Chapter 6

Balance

There is a yoga of balance.
It consists of living a lifestyle balancing work, play, and eating.
Krishna has said, one who eats too much will not find their center, nor one who eats too little.
One who lives in too much self-denial will be disturbed, not enlightened.
On the other hand, one who excessively indulges will not find their focus.

The Buddha has compared it to a musical instrument.
Draw the strings too tight and there will be no music, no vibration.
Keep the strings too loose, and again no vibration can occur.
Only in the middle can you create a symphony.

But how do you determine what is balanced?
How much food is too much, how much work is too much?
What kind of self-restraint is good, and what kind is negative?
You will not find the answer in a list of rules or a holy book.
This is because there is no absolute rules that can be made.

The only answer is to find balance in being natural.
They are synonymous: balance and nature.
Being natural is being in balance.

So how to be natural?
How do you find that balance?

There are two levels of naturalness.
In the first, you are practicing to be natural, because you must remember you are not natural now; you are operating unnaturally.
In the first level, you must develop naturalness through effort.
Here, you must pause when you take action, be a witness of yourself, and ask your heart to show you what is natural.
The heart is the temple of nature, it is what will guide you to flow.
You just pause, and watch your heart, and if what you are doing goes against your heart, you will find you are acting unnaturally, out of balance.

But in the more advanced form, to be natural is not to pause for consideration.
In time, you will listen more and more to the heart, and you will be able to be natural without making yourself witness.
You will always be witnessing, there will be no need to force it to happen.
Remember this, at first you make yourself witness, but do not think this is the goal, do not think this is it.
It is only the intermediate step.
The goal is always be in balance, to be able to act completely spontaneously, without consideration or examination.
Only then are you completely in the current, in the flow of the divine.
Before that you are still trying to keep your head above water.
But do not try to do that, just dive in with all of yourself.
It is natural.

But what is the advantage of this?
It seems like a great risk: not considering, not planning, being spontaneous.
It is frightening.
What are its benefits?
Will it really mean an end to sorrow, to suffering, to pain?
No.

To be natural is not to find some means to escape pain; neither is it the dulling of happiness.
Rather, to be natural is to be balanced.
When there is happiness, be balanced.
When there is sorrow, be balanced.
This does not even mean to be artificially 'moderate'.
It simply means to keep acting natural.

Happiness draws people because it is active.
Then they wish to hold onto it, to stay in the excitement, the ecstasy of happiness.
But of course, when they do this, it generates sorrow, because inevitably you cannot keep holding on to happiness.
It is like trying to hold on to the daytime.
If you do not worry about it, daytime is lovely.
But if you wish for the daytime to last forever, then you will generate suffering, because of your attachment.

And there is nothing wrong with the nighttime, either.
Why fear it?
The night is like sadness, it is just passive.
What most people think of as sadness is not the same as suffering.
When sadness comes as a state of being, and not due to any cause, you should not be concerned about it.
It is just a time for being passive.
The feeling of happiness is like the daytime, and the feeling of sadness is like nighttime.
Just be in each for what they are.
Just be balanced in each, do not hold on, or reject.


Starting at the first line and ending at the last, output the data exactly.
*** Opening of Material for the task ***
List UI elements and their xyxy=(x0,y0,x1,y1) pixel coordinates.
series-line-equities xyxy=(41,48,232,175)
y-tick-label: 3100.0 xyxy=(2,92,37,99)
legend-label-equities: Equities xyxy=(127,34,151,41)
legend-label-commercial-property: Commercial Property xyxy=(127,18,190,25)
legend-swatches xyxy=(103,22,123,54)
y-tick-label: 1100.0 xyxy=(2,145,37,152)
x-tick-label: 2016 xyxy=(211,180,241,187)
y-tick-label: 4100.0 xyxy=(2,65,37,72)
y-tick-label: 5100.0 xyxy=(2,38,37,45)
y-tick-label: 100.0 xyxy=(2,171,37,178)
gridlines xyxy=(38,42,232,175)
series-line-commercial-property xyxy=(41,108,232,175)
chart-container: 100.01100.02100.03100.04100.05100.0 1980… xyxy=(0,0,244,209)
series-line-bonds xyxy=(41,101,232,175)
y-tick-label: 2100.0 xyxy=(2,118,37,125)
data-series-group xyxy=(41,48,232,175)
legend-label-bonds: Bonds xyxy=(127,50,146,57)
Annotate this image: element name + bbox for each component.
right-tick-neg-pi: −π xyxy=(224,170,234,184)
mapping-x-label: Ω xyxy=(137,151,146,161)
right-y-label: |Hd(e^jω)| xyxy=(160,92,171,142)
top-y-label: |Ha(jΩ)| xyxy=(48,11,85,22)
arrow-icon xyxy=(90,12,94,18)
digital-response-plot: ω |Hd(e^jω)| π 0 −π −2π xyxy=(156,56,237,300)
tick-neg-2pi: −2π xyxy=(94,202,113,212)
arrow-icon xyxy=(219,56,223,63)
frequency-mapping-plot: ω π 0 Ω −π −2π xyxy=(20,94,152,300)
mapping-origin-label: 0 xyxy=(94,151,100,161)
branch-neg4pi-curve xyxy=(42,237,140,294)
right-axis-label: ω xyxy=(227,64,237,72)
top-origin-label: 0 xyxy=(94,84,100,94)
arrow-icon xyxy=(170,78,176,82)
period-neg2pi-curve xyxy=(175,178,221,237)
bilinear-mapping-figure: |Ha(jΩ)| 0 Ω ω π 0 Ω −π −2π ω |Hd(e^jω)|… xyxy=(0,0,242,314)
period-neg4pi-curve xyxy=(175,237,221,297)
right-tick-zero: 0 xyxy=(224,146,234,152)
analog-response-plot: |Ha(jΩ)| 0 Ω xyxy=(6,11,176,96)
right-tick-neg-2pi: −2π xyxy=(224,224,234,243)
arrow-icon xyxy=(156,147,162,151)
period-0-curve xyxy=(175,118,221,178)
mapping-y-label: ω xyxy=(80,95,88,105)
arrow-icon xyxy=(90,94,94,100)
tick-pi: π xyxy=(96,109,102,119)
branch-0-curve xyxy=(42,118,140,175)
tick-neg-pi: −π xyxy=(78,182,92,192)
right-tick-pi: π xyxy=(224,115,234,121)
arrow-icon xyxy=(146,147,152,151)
*** Close of Material for the task ***
Solution below -
List UI elements and their xyxy=(x0,y0,x1,y1) pixel coordinates.
series-line-equities xyxy=(41,48,232,175)
y-tick-label: 3100.0 xyxy=(2,92,37,99)
legend-label-equities: Equities xyxy=(127,34,151,41)
legend-label-commercial-property: Commercial Property xyxy=(127,18,190,25)
legend-swatches xyxy=(103,22,123,54)
y-tick-label: 1100.0 xyxy=(2,145,37,152)
x-tick-label: 2016 xyxy=(211,180,241,187)
y-tick-label: 4100.0 xyxy=(2,65,37,72)
y-tick-label: 5100.0 xyxy=(2,38,37,45)
y-tick-label: 100.0 xyxy=(2,171,37,178)
gridlines xyxy=(38,42,232,175)
series-line-commercial-property xyxy=(41,108,232,175)
chart-container: 100.01100.02100.03100.04100.05100.0 1980… xyxy=(0,0,244,209)
series-line-bonds xyxy=(41,101,232,175)
y-tick-label: 2100.0 xyxy=(2,118,37,125)
data-series-group xyxy=(41,48,232,175)
legend-label-bonds: Bonds xyxy=(127,50,146,57)
Annotate this image: element name + bbox for each component.
right-tick-neg-pi: −π xyxy=(224,170,234,184)
mapping-x-label: Ω xyxy=(137,151,146,161)
right-y-label: |Hd(e^jω)| xyxy=(160,92,171,142)
top-y-label: |Ha(jΩ)| xyxy=(48,11,85,22)
arrow-icon xyxy=(90,12,94,18)
digital-response-plot: ω |Hd(e^jω)| π 0 −π −2π xyxy=(156,56,237,300)
tick-neg-2pi: −2π xyxy=(94,202,113,212)
arrow-icon xyxy=(219,56,223,63)
frequency-mapping-plot: ω π 0 Ω −π −2π xyxy=(20,94,152,300)
mapping-origin-label: 0 xyxy=(94,151,100,161)
branch-neg4pi-curve xyxy=(42,237,140,294)
right-axis-label: ω xyxy=(227,64,237,72)
top-origin-label: 0 xyxy=(94,84,100,94)
arrow-icon xyxy=(170,78,176,82)
period-neg2pi-curve xyxy=(175,178,221,237)
bilinear-mapping-figure: |Ha(jΩ)| 0 Ω ω π 0 Ω −π −2π ω |Hd(e^jω)|… xyxy=(0,0,242,314)
period-neg4pi-curve xyxy=(175,237,221,297)
right-tick-zero: 0 xyxy=(224,146,234,152)
analog-response-plot: |Ha(jΩ)| 0 Ω xyxy=(6,11,176,96)
right-tick-neg-2pi: −2π xyxy=(224,224,234,243)
arrow-icon xyxy=(156,147,162,151)
period-0-curve xyxy=(175,118,221,178)
mapping-y-label: ω xyxy=(80,95,88,105)
arrow-icon xyxy=(90,94,94,100)
tick-pi: π xyxy=(96,109,102,119)
branch-0-curve xyxy=(42,118,140,175)
tick-neg-pi: −π xyxy=(78,182,92,192)
right-tick-pi: π xyxy=(224,115,234,121)
arrow-icon xyxy=(146,147,152,151)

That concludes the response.